» Abbott begins media blitz for second term, session,
Gov. Greg Abbott on Wednesday launched a blitz of some 60 radio and TV appearances planned through next week to promote his bid for a second term, which he announced Friday, and to ride herd on the special legislative session
that got underway Tuesday. Abbott has promised a running public accounting of who’s with him and who’s against him on the 20 items on his special session agenda,
and he told Scott DeLucia on WTAW-AM in College Station that the first of what DeLucia called his “naughty and nice” lists should come by week’s end. That will probably focus on gold stars for those legislators who authored or co-sponsored legislation on Abbott’s priorities.
Abbott spokesman Matt Hirsch said that the bill authors also would be invited to cut ads with the governor at the new TV studio at the governor’s campaign headquarters near the Capitol pro
moting their role in pressing the governor’s conservative midsummer agenda.
It is from that studio — and from his phone at the Capitol and the Governor’s Mansion — that Abbott will, through appearances on local media, offer blow-by-blow commen- tary to Texans and try to shape the progress of the session.
On WTAW, Abbott was asked about transgender bathroom legislation, and his answer suggested that he is looking for a bill lim- ited in its scope to schools that would bring uniformity to policies across the state.
Abbott said that from the founding of the Republic of Texas in 1836 until 2016, Texas had never had any problems with bathroom policies. But, he said, in the aftermath of instructions issued by the Obama admin- istration in 2016 for schools to respect the gender identi- ties of transgender students,
schools had begun implementing a variety of differ-
ent policies, and that even the Trump administration’s rescinding of those instruc- tions had left things confused and inconsistent. A new law, he said, was needed to restore clarity and consistency.
On boosting teacher pay without increasing spending, Abbott said that his inclusion of increased teacher pay on his special session agenda, “kicked off the discussion,” and the positive reaction to that idea meant “the hard- est obstacle has been overcome,” and now it remains to find the best way to pay for it.
But, unlike Lt. Gov. Dan Patrick, Abbott said he has seen no evidence that House Speaker Joe Straus’ call for more spending on public education is a prelude to a Straus call for a state income tax, something Straus has never asked for.
“I’m not ready to go there,” Abbott said on WTAW. “I think if we all work together to get things done, we won’t go there.”
And, Abbott said, “as long as I’m governor, we are never going to have a state income tax, so we can put a nail in that coffin real quick.”
In an earlier interview with Bob Cole on KOKE-FM in Austin, Abbott said the recent arrest by federal Immigration and Customs Enforcement agents of a Sureños 13 gang member who had been previously deported four times, a few weeks after he was released from the Travis County Jail, was proof of
the need for a new law banning sanctuary cities and requiring officials, like Travis County Sheriff Sally Her
nandez, to fully cooperate with federal immigration authorities.
But Abbott said, “this is not a roundup by the state of Texas,” and the law does not give police the power to arrest anyone for simply
not being a legal resident, or to stop people solely to ask them “to show their papers.”
Asser tions to the contrary, he said, are “absolutely false.”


# PROBLEM
Reproduce all of the data exactly. Images are not to appear in the reply.

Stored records
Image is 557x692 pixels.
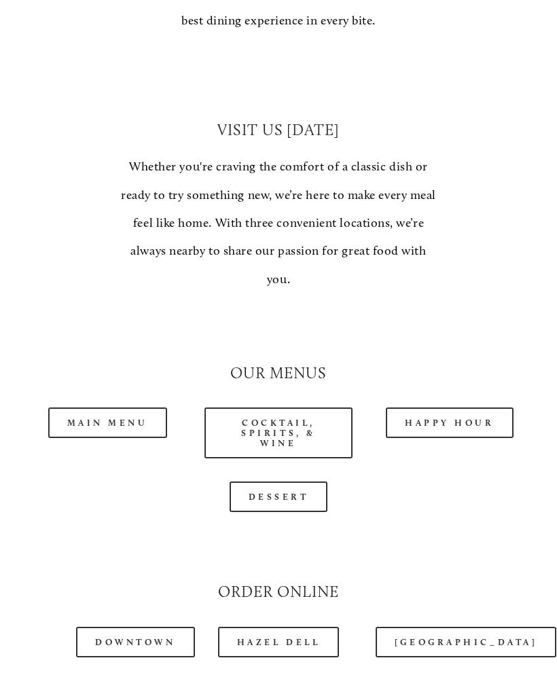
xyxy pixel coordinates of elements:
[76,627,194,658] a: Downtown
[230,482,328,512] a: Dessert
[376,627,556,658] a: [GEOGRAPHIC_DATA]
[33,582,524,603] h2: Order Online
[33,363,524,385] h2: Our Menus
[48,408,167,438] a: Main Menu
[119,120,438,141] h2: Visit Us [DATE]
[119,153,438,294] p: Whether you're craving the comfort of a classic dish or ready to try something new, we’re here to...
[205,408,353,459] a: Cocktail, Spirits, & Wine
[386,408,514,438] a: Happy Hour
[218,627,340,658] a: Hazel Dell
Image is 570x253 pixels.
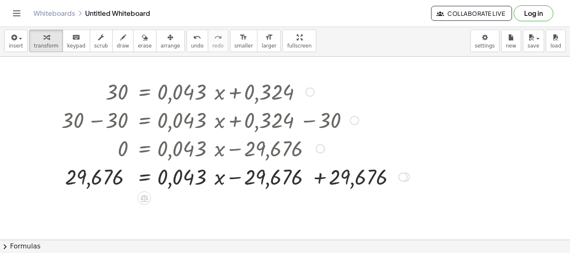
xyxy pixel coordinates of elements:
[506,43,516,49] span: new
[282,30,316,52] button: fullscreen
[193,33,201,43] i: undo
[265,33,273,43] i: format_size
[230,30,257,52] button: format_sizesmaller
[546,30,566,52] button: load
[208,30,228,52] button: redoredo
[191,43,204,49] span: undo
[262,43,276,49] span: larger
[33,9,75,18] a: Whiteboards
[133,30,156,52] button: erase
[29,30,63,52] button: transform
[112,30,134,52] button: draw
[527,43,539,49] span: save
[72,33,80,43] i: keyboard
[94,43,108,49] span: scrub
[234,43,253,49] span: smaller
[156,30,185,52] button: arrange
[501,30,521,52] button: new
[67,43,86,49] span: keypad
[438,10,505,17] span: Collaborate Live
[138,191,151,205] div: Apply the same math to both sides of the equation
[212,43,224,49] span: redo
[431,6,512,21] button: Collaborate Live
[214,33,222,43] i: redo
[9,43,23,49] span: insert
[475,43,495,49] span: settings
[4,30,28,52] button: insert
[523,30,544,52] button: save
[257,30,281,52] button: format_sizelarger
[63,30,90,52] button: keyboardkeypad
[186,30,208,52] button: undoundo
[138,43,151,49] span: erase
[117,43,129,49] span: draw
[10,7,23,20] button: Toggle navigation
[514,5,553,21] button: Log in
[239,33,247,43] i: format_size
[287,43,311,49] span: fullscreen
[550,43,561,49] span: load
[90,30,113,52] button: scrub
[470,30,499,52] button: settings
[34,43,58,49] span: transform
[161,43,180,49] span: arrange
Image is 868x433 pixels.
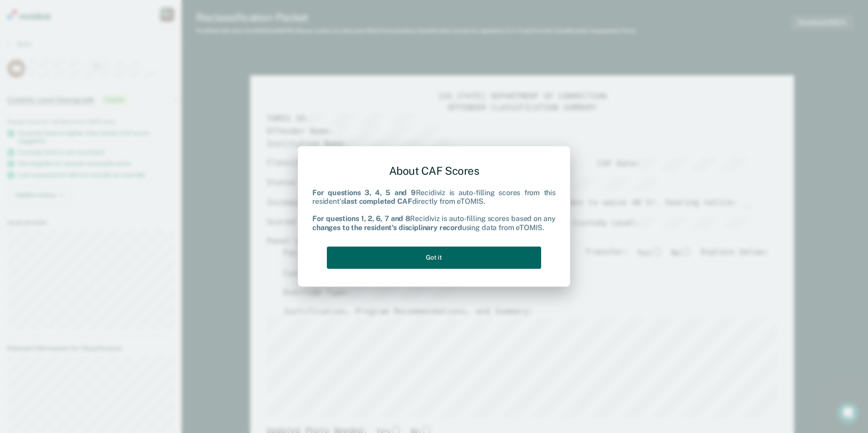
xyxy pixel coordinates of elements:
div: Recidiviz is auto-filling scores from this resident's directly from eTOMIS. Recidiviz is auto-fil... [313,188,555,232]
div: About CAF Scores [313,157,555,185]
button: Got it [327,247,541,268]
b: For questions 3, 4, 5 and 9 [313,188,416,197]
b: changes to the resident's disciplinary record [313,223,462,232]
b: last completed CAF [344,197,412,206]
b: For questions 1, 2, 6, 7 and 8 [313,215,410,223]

# EXERCISE RESPONSE
Image is 557x692 pixels.
xyxy pixel coordinates of elements:
[76,627,194,658] a: Downtown
[230,482,328,512] a: Dessert
[376,627,556,658] a: [GEOGRAPHIC_DATA]
[33,582,524,603] h2: Order Online
[33,363,524,385] h2: Our Menus
[48,408,167,438] a: Main Menu
[119,120,438,141] h2: Visit Us [DATE]
[119,153,438,294] p: Whether you're craving the comfort of a classic dish or ready to try something new, we’re here to...
[205,408,353,459] a: Cocktail, Spirits, & Wine
[386,408,514,438] a: Happy Hour
[218,627,340,658] a: Hazel Dell
Image is 570x253 pixels.
xyxy pixel coordinates of elements:
[506,43,516,49] span: new
[282,30,316,52] button: fullscreen
[193,33,201,43] i: undo
[265,33,273,43] i: format_size
[230,30,257,52] button: format_sizesmaller
[546,30,566,52] button: load
[208,30,228,52] button: redoredo
[191,43,204,49] span: undo
[262,43,276,49] span: larger
[33,9,75,18] a: Whiteboards
[133,30,156,52] button: erase
[29,30,63,52] button: transform
[112,30,134,52] button: draw
[527,43,539,49] span: save
[72,33,80,43] i: keyboard
[94,43,108,49] span: scrub
[234,43,253,49] span: smaller
[156,30,185,52] button: arrange
[501,30,521,52] button: new
[67,43,86,49] span: keypad
[438,10,505,17] span: Collaborate Live
[138,191,151,205] div: Apply the same math to both sides of the equation
[212,43,224,49] span: redo
[431,6,512,21] button: Collaborate Live
[214,33,222,43] i: redo
[9,43,23,49] span: insert
[475,43,495,49] span: settings
[4,30,28,52] button: insert
[523,30,544,52] button: save
[257,30,281,52] button: format_sizelarger
[63,30,90,52] button: keyboardkeypad
[186,30,208,52] button: undoundo
[138,43,151,49] span: erase
[117,43,129,49] span: draw
[10,7,23,20] button: Toggle navigation
[514,5,553,21] button: Log in
[239,33,247,43] i: format_size
[287,43,311,49] span: fullscreen
[550,43,561,49] span: load
[90,30,113,52] button: scrub
[470,30,499,52] button: settings
[34,43,58,49] span: transform
[161,43,180,49] span: arrange
Image is 868x433 pixels.
xyxy pixel coordinates of elements:
div: Recidiviz is auto-filling scores from this resident's directly from eTOMIS. Recidiviz is auto-fil... [313,188,555,232]
div: About CAF Scores [313,157,555,185]
button: Got it [327,247,541,268]
b: For questions 3, 4, 5 and 9 [313,188,416,197]
b: changes to the resident's disciplinary record [313,223,462,232]
b: last completed CAF [344,197,412,206]
b: For questions 1, 2, 6, 7 and 8 [313,215,410,223]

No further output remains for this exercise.